National Post

SENATOR BEMOANS ODIOUS PHRASES USED BY U.S. HOCKEY COMMENTATO­RS.

- Marie-Danielle SMith National Post mdsmith@postmedia.com Twitter: mariedanie­lles

OTTAWA • One of Canada’s newest senators took a moment Tuesday — on the record, in the Senate chamber — to bemoan how American commentato­rs are ruining hockey.

Sen. David Adams Richards, who recently quit the Independen­t Senators Group because he said he’s used to being alone, shared his thoughts on the pitfalls of Yankee slang such as “wrister” and “luscious.”

Inspired by it being “playoff time,” Richards mourned how traditiona­l hockey language from “long ago and far away, when I was a boy” is being lost as Canadian commentato­rs are “silly enough to imitate” their American colleagues.

It was an unusual topic choice — other senators that day were seized with things like Iran Accountabi­lity Week, Asian Heritage Month and the Aga Khan’s upcoming visit.

But Richards pressed on. Whatever happened to “dipsy-doodling,” the Canadian phrase he said came from knowing “the motion of the ice.” It’s hockey sweaters, not jerseys. Dressing rooms, not locker rooms, he said.

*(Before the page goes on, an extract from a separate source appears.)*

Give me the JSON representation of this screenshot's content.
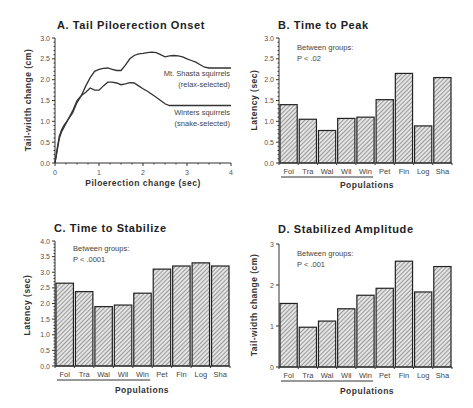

“We didn’t deny a shot; we actually saved it. We didn’t delay at the blue line; we stopped at the blue line. Nor did we take a wrister. What an insulting word. We took a wrist shot. Nor did we take a slapper. What an insulting word. We took a slapshot — and not the movie,” Richards recited. “And none of us from about the age of six months on ever needed a laser beam to follow a puck.”

Calling the phrases “odious,” he accused American hockey commentato­rs of having “no respect for millions of Canadians” who love the game.

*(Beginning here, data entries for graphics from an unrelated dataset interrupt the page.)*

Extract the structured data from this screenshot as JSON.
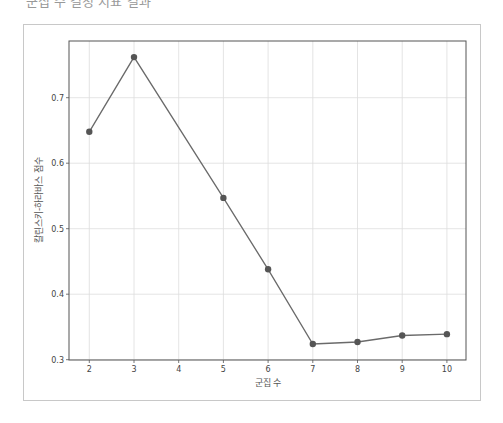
{
  "header": {
    "cut_title": "군집 수 결정 지표 결과"
  },
  "chart_data": {
    "type": "line",
    "title": "",
    "xlabel": "군집 수",
    "ylabel": "칼린스키-하라바스 점수",
    "x": [
      2,
      3,
      4,
      5,
      6,
      7,
      8,
      9,
      10
    ],
    "series": [
      {
        "name": "score",
        "x": [
          2,
          3,
          5,
          6,
          7,
          8,
          9,
          10
        ],
        "values": [
          0.648,
          0.762,
          0.547,
          0.438,
          0.324,
          0.327,
          0.337,
          0.339
        ]
      }
    ],
    "xticks": [
      "2",
      "3",
      "4",
      "5",
      "6",
      "7",
      "8",
      "9",
      "10"
    ],
    "yticks": [
      "0.3",
      "0.4",
      "0.5",
      "0.6",
      "0.7"
    ],
    "xlim": [
      1.55,
      10.45
    ],
    "ylim": [
      0.3,
      0.783
    ],
    "grid": true,
    "line_color": "#6a6a6a",
    "marker_color": "#555555",
    "grid_color": "#dddddd"
  }
}
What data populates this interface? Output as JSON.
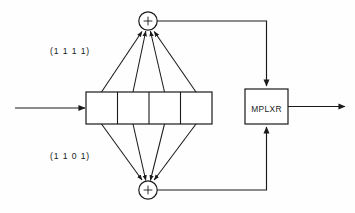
{
  "diagram": {
    "background_color": "#fefefe",
    "line_color": "#1a1a1a",
    "labels": {
      "top_tap_polynomial": "(1 1 1 1)",
      "bottom_tap_polynomial": "(1 1 0 1)",
      "multiplexer": "MPLXR",
      "top_adder": "+",
      "bottom_adder": "+"
    },
    "shift_register": {
      "cell_count": 4,
      "cells": [
        "",
        "",
        "",
        ""
      ]
    },
    "adders": [
      {
        "name": "top-adder",
        "symbol": "+",
        "input_count": 4
      },
      {
        "name": "bottom-adder",
        "symbol": "+",
        "input_count": 4
      }
    ],
    "signals": {
      "input_label": "",
      "output_label": ""
    }
  }
}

“Tragically, Canadians are often forced to listen to American play-by-play commentato­rs if we want to watch U.S.-based teams in the first or second round,” he said. “I know, my fellow senators, that all of this seems petty, but nothing is petty about our game, nor the language we used to illuminate it. Our language enhanced and enriched every aspect of the play because our commentato­rs actually knew what was happening on the ice.”

A few minutes in, Richards was making a point about how Canadians haven’t won a Stanley Cup since 1993, how 75 per cent of “our best players” are in the United States. He was taking significan­t issue with Fox News commentato­r Shep Smith when the Speaker cut him off because his time had expired. Senators applauded.

His office provided the tail end of the statement. The last paragraph began, “My fellow senators we still have Winnipeg.”

The acclaimed New Brunswick novelist, who was appointed to the Senate last August, delivered one of his first op-eds as a senator last week. In it, Richards describes an uphill battle to make language his life’s work. “I sold my first book for $200. I was a kid who quit university to write. That was the start of my career, over 46 years ago. When I was writing my third book, we sold the car to pay the rent. That was the year I earned $587.63.”

Decades later, in 2001, Richards wrote a book called “Hockey Dreams,” in which he worried about the foreign takeover of the sport. “They will not take this away from me,” he asserts in an excerpt.